The Pearson "distance" defined this way assigns distance greater than 1 to negative correlations. In reality, both strong positive correlation and negative correlations are meaningful, so care must be taken when Pearson "distance" is used for nearest neighbor algorithm as such algorithm will only include neighbors with positive correlation and exclude neighbors with negative correlation. Alternatively, an absolute valued distance,
dX,Y=1-|\rhoX,Y|
For variables X = and Y = that are defined on the unit circle, it is possible to define a circular analog of Pearson's coefficient.[39] This is done by transforming data points in X and Y with a sine function such that the correlation coefficient is given as:
rcircular=
| |||||||||
) |
\sin(yi-
n | |
\bar{y})}{\sqrt{\sum | |
i=1 |
\sin(xi-\bar{x})2}\sqrt{\sum
n | |
i=1 |
\sin(yi-\bar{y})2}}
where
\bar{x}
\bar{y}
See main article: Partial correlation. If a population or data-set is characterized by more than two variables, a partial correlation coefficient measures the strength of dependence between a pair of variables that is not accounted for by the way in which they both change in response to variations in a selected subset of the other variables.
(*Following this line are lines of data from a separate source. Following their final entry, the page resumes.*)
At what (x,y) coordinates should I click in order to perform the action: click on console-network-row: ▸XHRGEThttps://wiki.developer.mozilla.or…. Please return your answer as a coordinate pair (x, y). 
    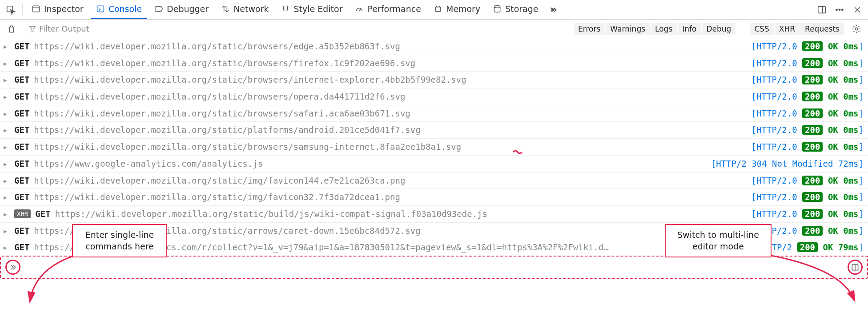
    Looking at the image, I should click on (434, 214).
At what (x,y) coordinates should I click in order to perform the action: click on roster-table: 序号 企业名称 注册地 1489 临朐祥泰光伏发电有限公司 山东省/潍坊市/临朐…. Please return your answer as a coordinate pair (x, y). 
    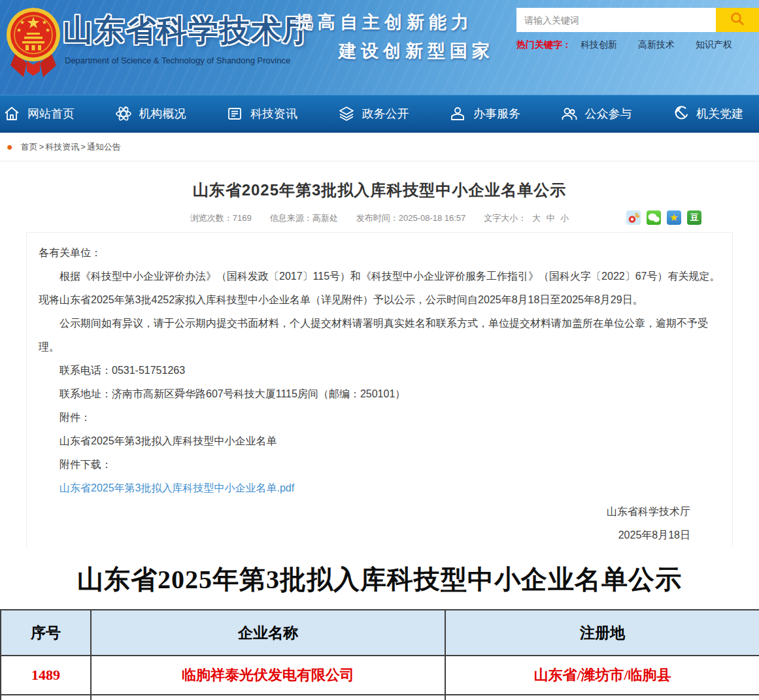
    Looking at the image, I should click on (379, 655).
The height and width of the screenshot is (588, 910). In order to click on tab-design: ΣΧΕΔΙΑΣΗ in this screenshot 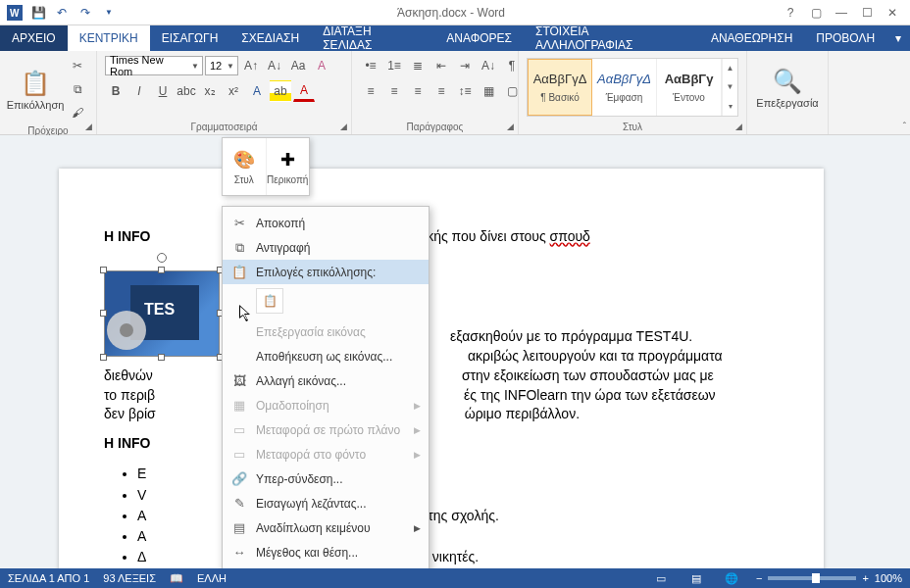, I will do `click(271, 38)`.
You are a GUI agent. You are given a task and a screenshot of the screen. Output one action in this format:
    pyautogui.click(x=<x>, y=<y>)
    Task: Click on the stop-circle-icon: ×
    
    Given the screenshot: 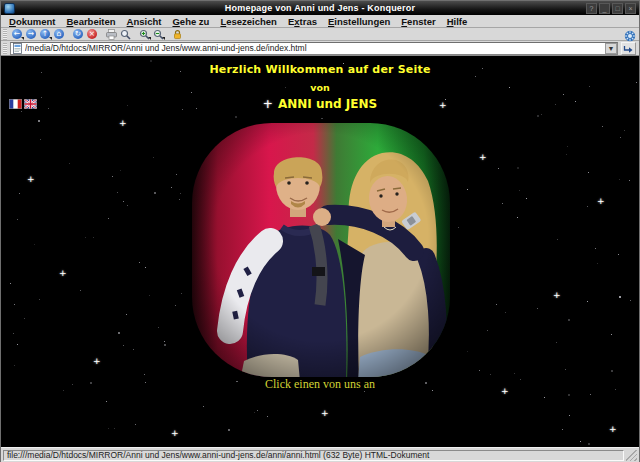 What is the action you would take?
    pyautogui.click(x=92, y=34)
    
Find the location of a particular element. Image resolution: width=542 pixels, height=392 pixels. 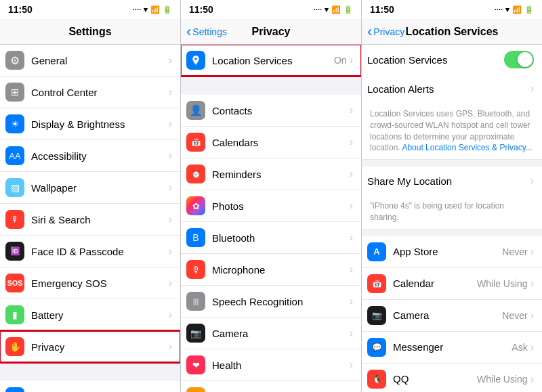

camera-icon: 📷 is located at coordinates (196, 333).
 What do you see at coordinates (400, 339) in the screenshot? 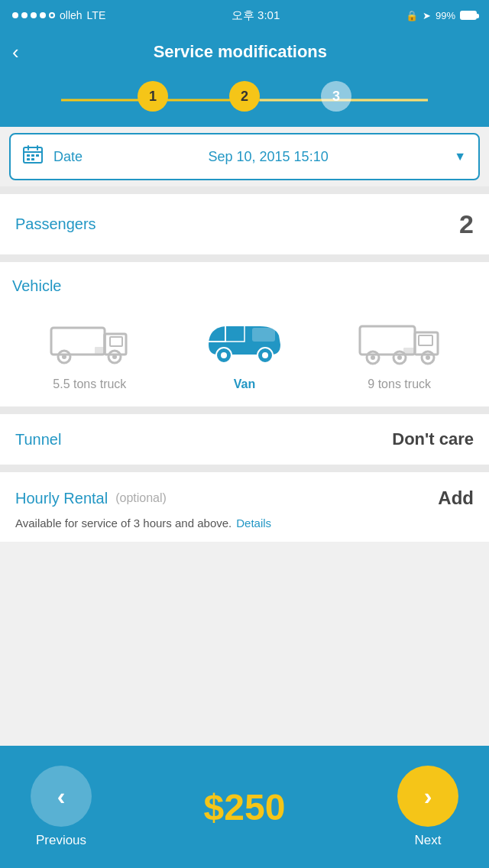
I see `truck9-icon` at bounding box center [400, 339].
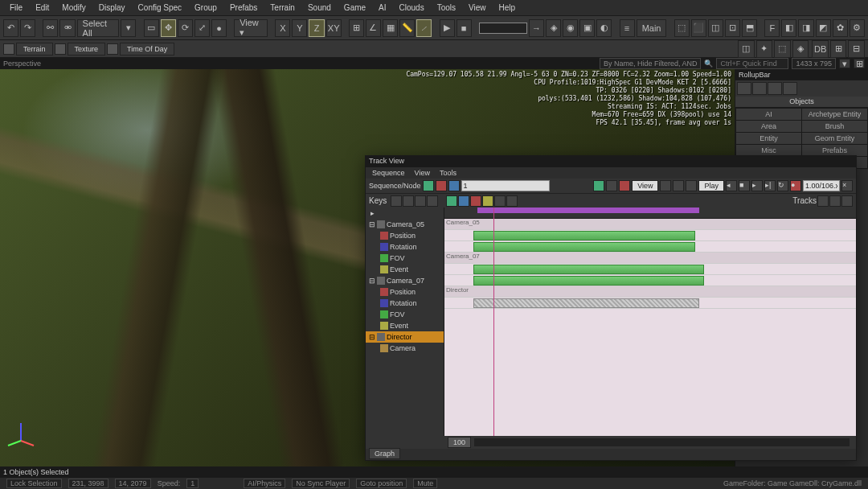 The height and width of the screenshot is (489, 868). Describe the element at coordinates (299, 28) in the screenshot. I see `axis-y-button: Y` at that location.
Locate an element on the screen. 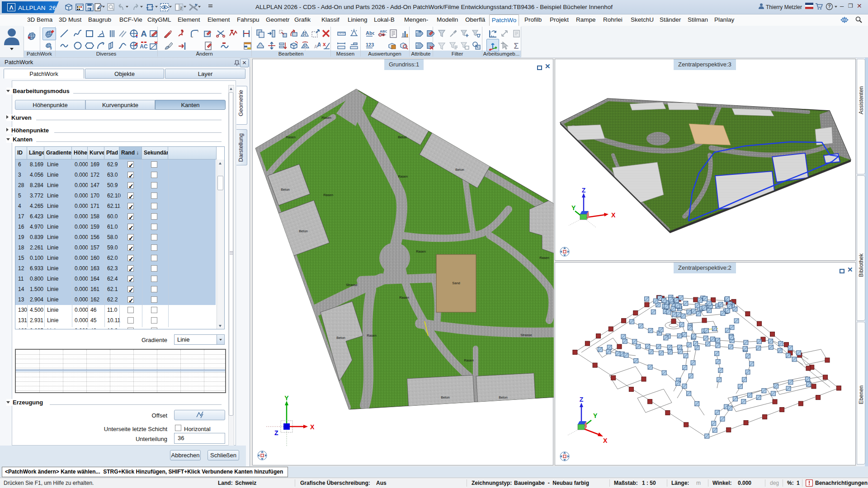  svg-text: Abc is located at coordinates (370, 33).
See main article: Decorrelation.
It is always possible to remove the correlations between all pairs of an arbitrary number of random variables by using a data transformation, even if the relationship between the variables is nonlinear. A presentation of this result for population distributions is given by Cox & Hinkley.[40]
A corresponding result exists for reducing the sample correlations to zero. Suppose a vector of n random variables is observed m times. Let X be a matrix where
Xi,j
Zm,m
D=X-
1 | |
m |
Zm,mX
T=D(DT
| ||||
D) |
,
where an exponent of represents the matrix square root of the inverse of a matrix. The correlation matrix of T will be the identity matrix. If a new data observation x is a row vector of n elements, then the same transform can be applied to x to get the transformed vectors d and t:
d=x-
1 | |
m |
Z1,mX,
t=d(DT
| ||||
D) |
.
cor(x, y)
, or (with the P value also) with cor.test(x, y)
.pearsonr(x, y)
.pandas.DataFrame.corr
Correlation
function, or (with the P value) with CorrelationTest
.correlation_coefficient
function.correl(array1, array2)
function for calculating the pearson's correlation coefficient.